Wednesday, September 12, 2012

Very brief thoughts on the killing of U.S. ambassador to Libya J. Christopher Stevens in Benghazi

I wake today to the news that U.S. ambassador to Libya Christopher Stevens and three embassy staff personnel were killed in the Libyan city of Benghazi in an assault believed to have been carried out by Ansar al-Sharia, an al Qaeda-style Sunni Islamist group tin that country. The ostensible excuse for the attack was the promotion by fringe U.S. evangelist Terry Jones of a film produced by an Israeli-American property developer that allegedly (I have not seen the film) insults Islam.

I never met J. Christopher Stevens but reading his biography as a former Peace Corps volunteer and English teacher in Morocco fluent in both Arabic and French, he certainly seemed a good choice for the role in which he served.

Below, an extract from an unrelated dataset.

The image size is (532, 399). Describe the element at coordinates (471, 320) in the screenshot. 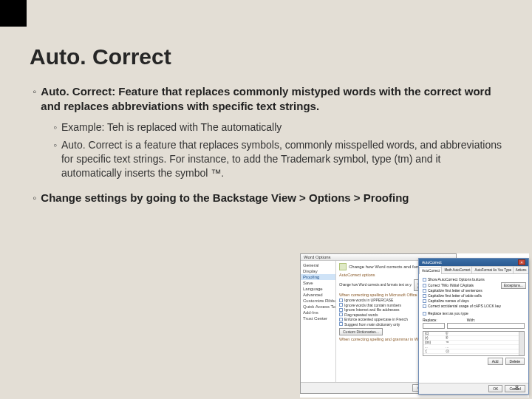

I see `with-label: With:` at that location.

I can only help but think again that people are free to believe anything they wish as long as it does not infringe on the rights of others, and that I've never seen religion produce anything other than a toxic brew when mixed with politics, whether speaking of fundamentalist Islam or Christianity as injected into the dispute in Northern Ireland. A compassionate liberal humanism is the only approach that makes any sense at all when approaching the world. Secular liberal democracy is something that I think is worth dying for.

Monday, September 03, 2012

Verdade



"I must give the readers not the book they want but the book they don't want."

 - Portuguese author António Lobo Antunes in conversation with Anthony Bourdain.